Recommendations must be tracked, measured, evaluated and the results recalibrated in a manner that provides clients with the agility, speed and flexibility to quickly react and adjust to maximize the impact of their investments. The core data science components are crucial but a surprisingly small piece of the pie.

It is the sum of the parts that make successful MMM solutions work.  These also include specialized and experienced MMM resources, infrastructure, data feeds, quality management and harmonization, model ops, benchmarking and scenario planning tools, not to mention the work related to changing embedded behaviors related to processes that do not heavily rely on data-driven decisions. Moreover, it is absolutely essential that the team and software involved be able to fully integrate both the internal and external media and business planning groups in a manner that’s consistent with their ‘go to market’ strategy and tactics.

It is not uncommon for a global MMM program to require 15-20 dedicated resources to support continuous data, modeling, training, insight development, cross-functional organization integration and adoption, and market activation. This resource requirement and the specialized combination of skills and integration points should not be underestimated when budgeting for a sustainable, always-on and connected internal capability.

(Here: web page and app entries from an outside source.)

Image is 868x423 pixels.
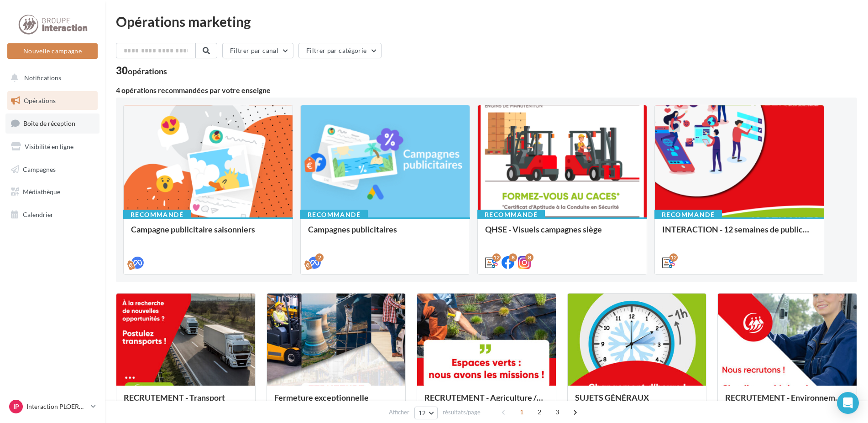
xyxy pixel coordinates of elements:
button: Nouvelle campagne [7,43,98,59]
div: 12 [670,253,678,262]
span: résultats/page [443,408,480,417]
div: Recommandé [123,210,191,220]
a: Visibilité en ligne [5,137,100,156]
span: Afficher [389,408,409,417]
div: Opérations marketing [116,15,857,29]
div: RECRUTEMENT - Agriculture / Espaces verts [425,393,549,411]
button: Notifications [5,68,96,88]
div: SUJETS GÉNÉRAUX [575,393,699,411]
div: Recommandé [301,210,368,220]
div: 2 [315,253,324,262]
div: 30 [116,66,167,76]
a: Médiathèque [5,182,100,202]
div: 4 opérations recommandées par votre enseigne [116,87,857,94]
span: 2 [532,405,547,420]
div: Recommandé [654,210,722,220]
div: Recommandé [477,210,545,220]
a: Campagnes [5,160,100,179]
div: Campagnes publicitaires [308,225,463,243]
span: IP [13,402,19,411]
span: Visibilité en ligne [25,143,74,151]
span: 3 [550,405,565,420]
span: Boîte de réception [23,119,75,127]
a: Calendrier [5,206,100,224]
span: 12 [419,410,426,417]
div: opérations [128,67,167,75]
span: Médiathèque [23,188,60,196]
a: Opérations [5,91,100,110]
span: Opérations [24,97,56,105]
button: Filtrer par canal [222,43,293,58]
span: Notifications [24,74,61,82]
span: 1 [514,405,529,420]
div: Open Intercom Messenger [837,393,859,414]
a: IP Interaction PLOERMEL [7,398,98,416]
span: Campagnes [23,165,56,173]
div: 12 [492,253,501,262]
div: Fermeture exceptionnelle [274,393,398,411]
a: Boîte de réception [5,113,100,133]
div: 8 [509,253,517,262]
div: Campagne publicitaire saisonniers [131,225,285,243]
div: QHSE - Visuels campagnes siège [485,225,640,243]
button: Filtrer par catégorie [299,43,382,58]
div: RECRUTEMENT - Environnement [725,393,849,411]
div: INTERACTION - 12 semaines de publication [662,225,817,243]
div: 8 [526,253,534,262]
button: 12 [415,407,438,420]
span: Calendrier [23,211,53,218]
div: RECRUTEMENT - Transport [123,393,248,411]
p: Interaction PLOERMEL [27,402,87,411]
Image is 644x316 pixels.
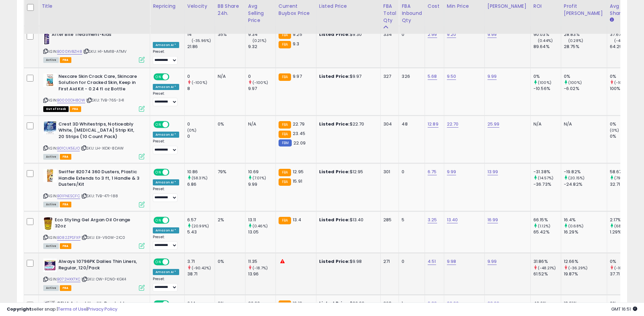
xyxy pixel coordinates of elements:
[447,31,456,38] a: 9.20
[614,175,631,181] small: (79.36%)
[248,217,275,223] div: 13.11
[60,202,71,207] span: FBA
[533,86,561,92] div: -10.56%
[319,259,376,265] div: $9.98
[153,132,179,138] div: Amazon AI *
[43,169,57,182] img: 51LmRKIN5pL._SL40_.jpg
[533,44,561,50] div: 89.64%
[402,259,420,265] div: 0
[488,258,497,265] a: 9.99
[447,73,456,80] a: 9.50
[319,31,350,38] b: Listed Price:
[610,32,638,38] div: 37.67%
[293,121,305,127] span: 22.79
[428,258,436,265] a: 4.51
[153,179,179,186] div: Amazon AI *
[564,217,607,223] div: 16.4%
[538,38,553,43] small: (0.44%)
[533,3,558,10] div: ROI
[569,265,588,271] small: (-36.29%)
[248,259,275,265] div: 11.35
[188,44,215,50] div: 21.86
[43,244,59,249] span: All listings currently available for purchase on Amazon
[7,306,32,312] strong: Copyright
[153,42,179,48] div: Amazon AI *
[43,73,57,87] img: 41Op6-G4JOL._SL40_.jpg
[564,86,607,92] div: -6.02%
[610,17,614,23] small: Avg BB Share.
[569,175,585,181] small: (20.15%)
[188,271,215,277] div: 38.71
[428,216,437,223] a: 3.25
[384,73,394,80] div: 327
[293,41,299,47] span: 9.3
[43,121,145,159] div: ASIN:
[153,235,179,250] div: Preset:
[384,259,394,265] div: 271
[319,258,350,265] b: Listed Price:
[153,269,179,275] div: Amazon AI *
[428,31,437,38] a: 2.99
[428,169,437,175] a: 6.75
[279,139,292,146] small: FBM
[188,181,215,188] div: 6.86
[488,121,500,128] a: 25.99
[57,49,82,54] a: B000XVBZH8
[614,265,630,271] small: (-100%)
[533,271,561,277] div: 61.52%
[248,271,275,277] div: 13.96
[610,271,638,277] div: 37.71%
[447,258,456,265] a: 9.98
[614,38,631,43] small: (-41.41%)
[43,32,50,45] img: 41M5oYhJg9L._SL40_.jpg
[488,73,497,80] a: 9.99
[188,121,215,127] div: 0
[153,139,179,154] div: Preset:
[188,229,215,235] div: 5.43
[293,216,301,223] span: 13.4
[43,169,145,206] div: ASIN:
[43,285,59,291] span: All listings currently available for purchase on Amazon
[168,217,179,223] span: OFF
[564,181,607,188] div: -24.82%
[402,169,420,175] div: 0
[192,175,208,181] small: (58.31%)
[218,169,240,175] div: 79%
[58,169,141,190] b: Swiffer 82074 360 Dusters, Plastic Handle Extends to 3 ft, 1 Handle & 3 Dusters/Kit
[447,216,458,223] a: 13.40
[402,121,420,127] div: 48
[81,193,118,199] span: | SKU: TVB-471-188
[610,259,638,265] div: 0%
[168,259,179,265] span: OFF
[192,38,211,43] small: (-35.96%)
[81,235,125,240] span: | SKU: EX-V90W-2IC0
[248,44,275,50] div: 9.32
[248,3,273,24] div: Avg Selling Price
[538,265,556,271] small: (-48.21%)
[488,169,498,175] a: 13.99
[43,32,145,62] div: ASIN:
[538,223,550,229] small: (1.12%)
[55,217,137,231] b: Eco Styling Gel Argan Oil Orange 32oz
[248,229,275,235] div: 13.05
[488,3,528,10] div: [PERSON_NAME]
[533,259,561,265] div: 31.86%
[42,3,147,10] div: Title
[319,121,376,127] div: $22.70
[43,106,69,112] span: All listings that are currently out of stock and unavailable for purchase on Amazon
[564,259,607,265] div: 12.66%
[533,181,561,188] div: -36.73%
[428,121,438,128] a: 12.89
[447,169,456,175] a: 9.99
[153,277,179,292] div: Preset:
[153,92,179,107] div: Preset:
[533,73,561,80] div: 0%
[188,169,215,175] div: 10.86
[188,217,215,223] div: 6.57
[154,217,162,223] span: ON
[533,217,561,223] div: 66.15%
[188,86,215,92] div: 8
[610,229,638,235] div: 1.29%
[58,121,141,142] b: Crest 3D Whitestrips, Noticeably White, [MEDICAL_DATA] Strip Kit, 20 Strips (10 Count Pack)
[610,121,638,127] div: 0%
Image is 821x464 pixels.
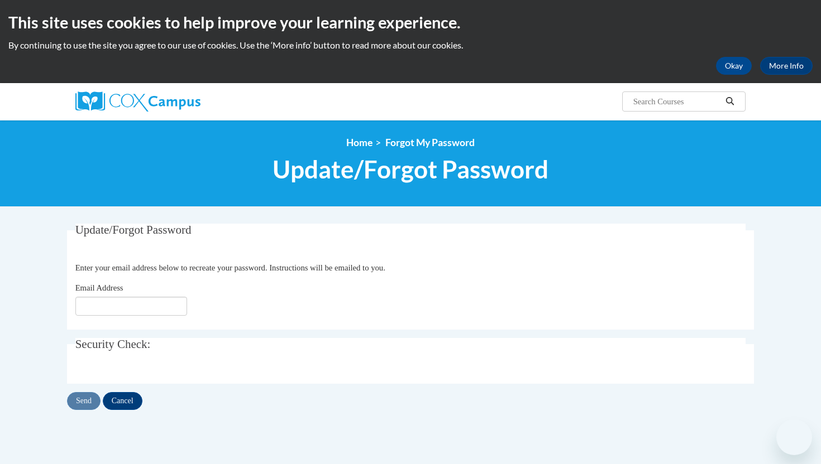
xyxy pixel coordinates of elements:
span: Update/Forgot Password [272,155,548,184]
span: Update/Forgot Password [75,223,191,237]
input: Email [75,297,187,316]
a: Cox Campus [75,92,287,112]
span: Email Address [75,284,123,293]
a: More Info [760,57,812,75]
h2: This site uses cookies to help improve your learning experience. [8,11,812,33]
span: Security Check: [75,338,151,351]
input: Search Courses [632,95,721,108]
button: Okay [716,57,751,75]
input: Cancel [103,392,142,410]
button: Search [721,95,738,108]
iframe: Button to launch messaging window [776,420,812,456]
img: Cox Campus [75,92,200,112]
p: By continuing to use the site you agree to our use of cookies. Use the ‘More info’ button to read... [8,39,812,51]
span: Enter your email address below to recreate your password. Instructions will be emailed to you. [75,263,385,272]
a: Home [346,137,372,148]
span: Forgot My Password [385,137,475,148]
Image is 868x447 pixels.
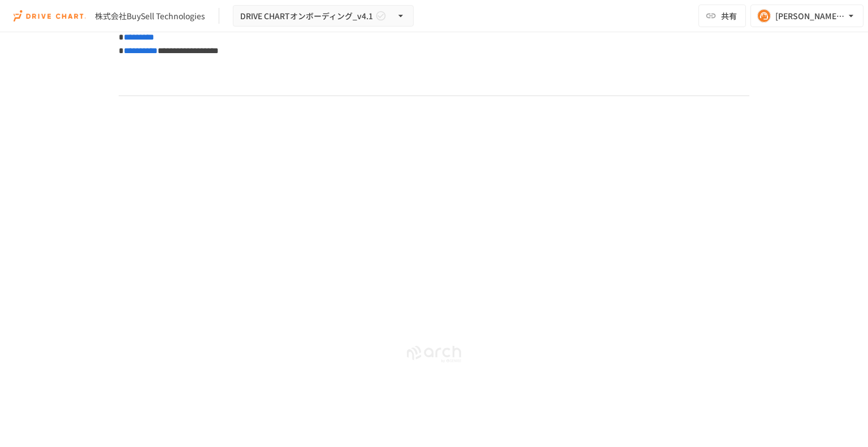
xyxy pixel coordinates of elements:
[13,7,86,25] img: i9VDDS9JuLRLX3JIUyK59LcYp6Y9cayLPHs4hOxMB9W
[751,4,864,27] button: [PERSON_NAME][EMAIL_ADDRESS][DOMAIN_NAME]
[95,10,205,22] div: 株式会社BuySell Technologies
[240,9,373,23] span: DRIVE CHARTオンボーディング_v4.1
[776,9,846,23] div: [PERSON_NAME][EMAIL_ADDRESS][DOMAIN_NAME]
[699,4,746,27] button: 共有
[721,10,737,22] span: 共有
[233,5,414,27] button: DRIVE CHARTオンボーディング_v4.1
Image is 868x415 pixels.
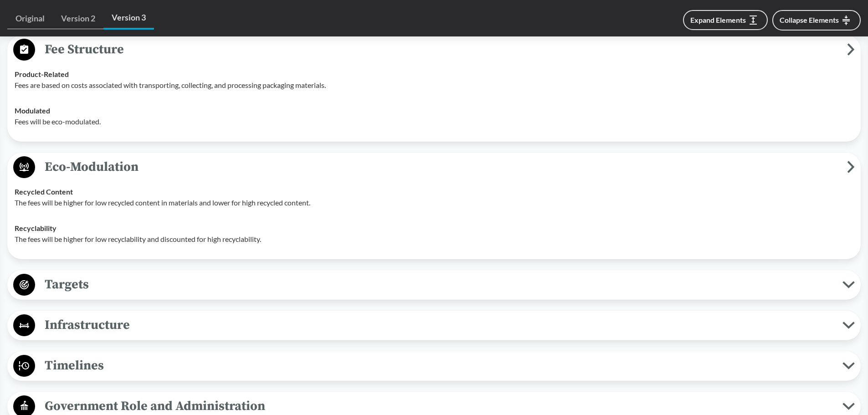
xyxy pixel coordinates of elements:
[35,156,847,177] span: Eco-Modulation
[35,315,842,335] span: Infrastructure
[35,355,842,376] span: Timelines
[14,187,73,196] strong: Recycled Content
[103,7,154,29] a: Version 3
[14,70,69,78] strong: Product-Related
[11,314,857,337] button: Infrastructure
[14,106,50,115] strong: Modulated
[11,38,857,62] button: Fee Structure
[35,39,847,59] span: Fee Structure
[11,273,857,296] button: Targets
[7,8,53,29] a: Original
[14,224,57,232] strong: Recyclability
[14,234,853,244] p: The fees will be higher for low recyclability and discounted for high recyclability.
[35,274,842,295] span: Targets
[14,80,853,90] p: Fees are based on costs associated with transporting, collecting, and processing packaging materi...
[53,8,103,29] a: Version 2
[11,156,857,179] button: Eco-Modulation
[14,197,853,208] p: The fees will be higher for low recycled content in materials and lower for high recycled content.
[772,10,861,31] button: Collapse Elements
[683,10,768,30] button: Expand Elements
[11,354,857,377] button: Timelines
[14,116,853,127] p: Fees will be eco-modulated.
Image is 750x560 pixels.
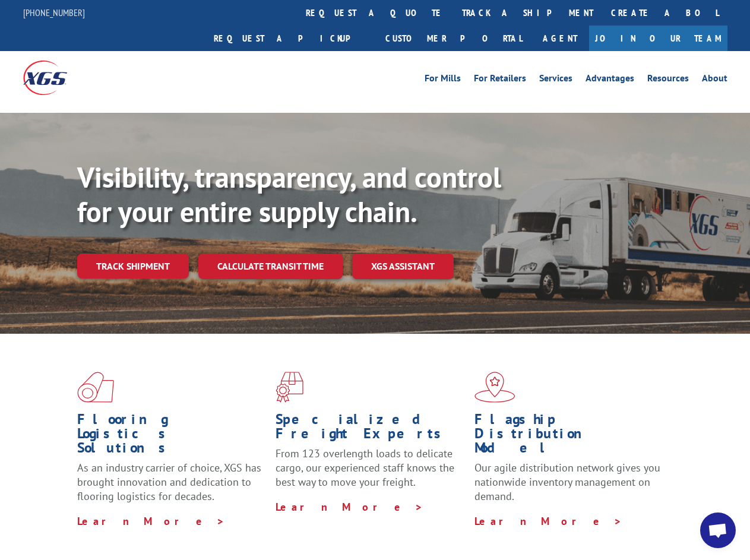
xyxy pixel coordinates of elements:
span: Our agile distribution network gives you nationwide inventory management on demand. [474,461,660,503]
p: From 123 overlength loads to delicate cargo, our experienced staff knows the best way to move you... [275,446,464,499]
a: About [701,74,727,87]
img: xgs-icon-flagship-distribution-model-red [474,372,516,403]
a: Learn More > [474,514,622,528]
a: Track shipment [77,254,188,279]
a: For Mills [424,74,461,87]
b: Visibility, transparency, and control for your entire supply chain. [77,159,501,230]
a: Services [539,74,572,87]
span: As an industry carrier of choice, XGS has brought innovation and dedication to flooring logistics... [77,461,261,503]
a: Customer Portal [377,25,530,51]
a: XGS ASSISTANT [352,254,453,279]
h1: Specialized Freight Experts [275,412,464,446]
a: Agent [530,25,589,51]
a: For Retailers [474,74,526,87]
h1: Flagship Distribution Model [474,412,663,461]
img: xgs-icon-total-supply-chain-intelligence-red [77,372,114,403]
a: Join Our Team [589,25,727,51]
h1: Flooring Logistics Solutions [77,412,266,461]
a: Calculate transit time [198,254,343,279]
a: Learn More > [275,500,424,513]
a: Advantages [585,74,634,87]
a: Resources [647,74,688,87]
div: Open chat [700,512,735,548]
a: Learn More > [77,514,225,528]
a: [PHONE_NUMBER] [23,7,85,18]
a: Request a pickup [205,25,377,51]
img: xgs-icon-focused-on-flooring-red [275,372,303,403]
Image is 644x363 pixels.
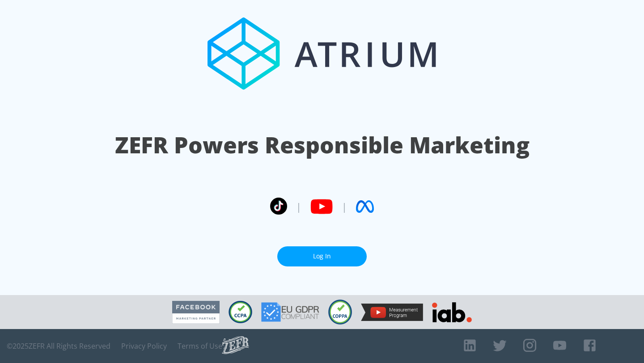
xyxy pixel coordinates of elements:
img: YouTube Measurement Program [361,303,423,321]
h1: ZEFR Powers Responsible Marketing [115,129,529,160]
img: Facebook Marketing Partner [172,301,220,324]
img: IAB [432,302,472,322]
img: CCPA Compliant [228,301,252,323]
span: | [296,200,301,213]
a: Privacy Policy [121,342,166,350]
a: Terms of Use [177,342,222,350]
span: | [342,200,347,213]
img: COPPA Compliant [328,299,352,325]
a: Log In [277,246,367,266]
span: © 2025 ZEFR All Rights Reserved [7,342,110,350]
img: GDPR Compliant [261,302,319,322]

The evolution of data and analytics has enabled companies to leverage tera and petabytes of data to gain measurable competitive advantages that materially and positively impact on their top and bottom lines. Fully realizing the gains and return on investment from measurement programs means ensuring your marketers can leverage the richness of data available today (even in a post-cookie world), both via advanced data science techniques and end-user planning tools that operate at sufficient granularity and remain easy to use.